DNA tests fail to link suspect to decade-old crime

GARDA hopes of charging a suspect for a gangland murder in Waterford over ten years ago have been dashed after DNA tests failed to link him to the crime.

DNA tests fail to link suspect to decade-old crime

The 40-year-old man was arrested last week at Dublin Airport, more than 10 years after the murder of small-time drug dealer, Martin Nolan, in November 1999.

The suspect had fled the country two days after blood and brain tissue were found in Clondonnell Woods, near the Tipperary border.

A shot had been heard just before the find.
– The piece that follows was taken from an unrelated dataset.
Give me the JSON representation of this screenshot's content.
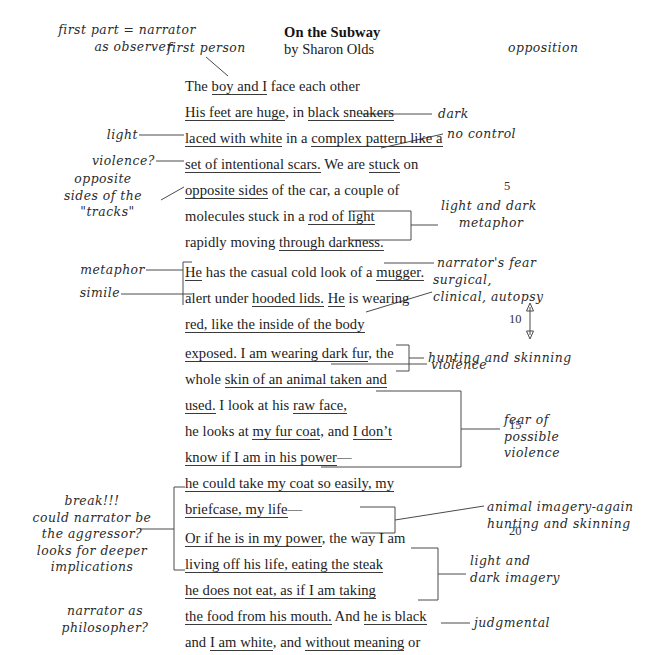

Nolan, a father of two, from Tramore, outside Waterford city, had disappeared days before the discovery and two days before he was due in court to face charges of supplying thousands of euro worth of drugs.
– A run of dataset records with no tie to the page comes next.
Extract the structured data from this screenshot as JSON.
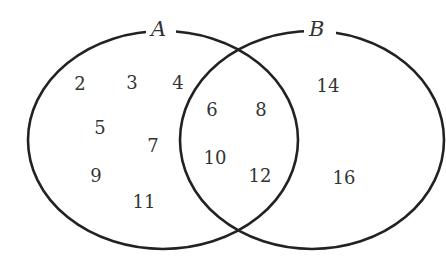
{
  "diagram": {
    "type": "venn",
    "stroke_color": "#222222",
    "text_color": "#333333",
    "background": "#ffffff",
    "sets": [
      {
        "label": "A",
        "only_elements": [
          "2",
          "3",
          "4",
          "5",
          "7",
          "9",
          "11"
        ]
      },
      {
        "label": "B",
        "only_elements": [
          "14",
          "16"
        ]
      }
    ],
    "intersection_elements": [
      "6",
      "8",
      "10",
      "12"
    ],
    "labels": {
      "set_a": "A",
      "set_b": "B"
    },
    "elements": {
      "e2": "2",
      "e3": "3",
      "e4": "4",
      "e5": "5",
      "e7": "7",
      "e9": "9",
      "e11": "11",
      "e6": "6",
      "e8": "8",
      "e10": "10",
      "e12": "12",
      "e14": "14",
      "e16": "16"
    }
  }
}
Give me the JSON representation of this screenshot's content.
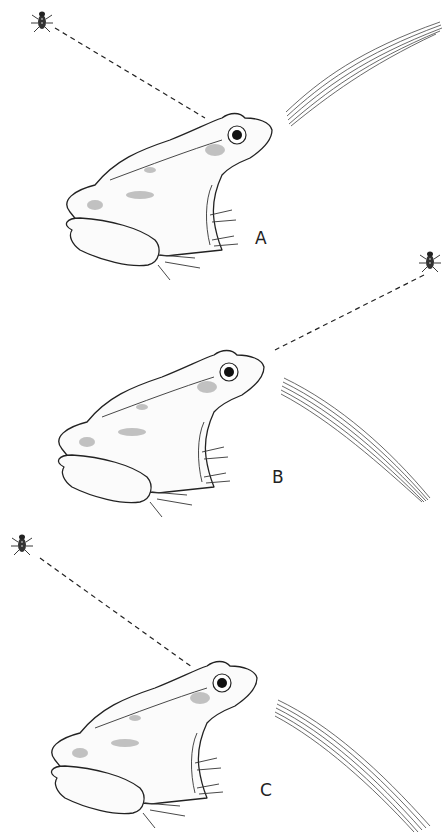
{
  "figure": {
    "type": "scientific illustration",
    "panels": [
      {
        "label": "A",
        "insect_position": "upper-left",
        "grass_position": "upper-right, rising to right"
      },
      {
        "label": "B",
        "insect_position": "upper-right",
        "grass_position": "lower-right, descending to right"
      },
      {
        "label": "C",
        "insect_position": "upper-left",
        "grass_position": "lower-right, descending to right"
      }
    ]
  },
  "colors": {
    "ink": "#222222",
    "background": "#ffffff"
  }
}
It wasn’t until the following July that partially-burnt human remains were found on a makeshift pyre in the woods. It took a further four months of tests before the remains were formally confirmed as that of Nolan.

Gardaí suspect he was shot because he did not have the money to pay his gang bosses for the drugs seized.

One man, Gary Penkert, 37, from Waterford city, was subsequently charged with perverting the course of justice and withholding information in connection with the murder.

Last Thursday week, gardaí arrested a key suspect for the shooting after he got off a flight from the Netherlands and questioned him for three days.

They took DNA samples and hoped they would be linked to samples from the scene and the remains, but this did not happen.

The suspect is understood to be still visiting family in Waterford.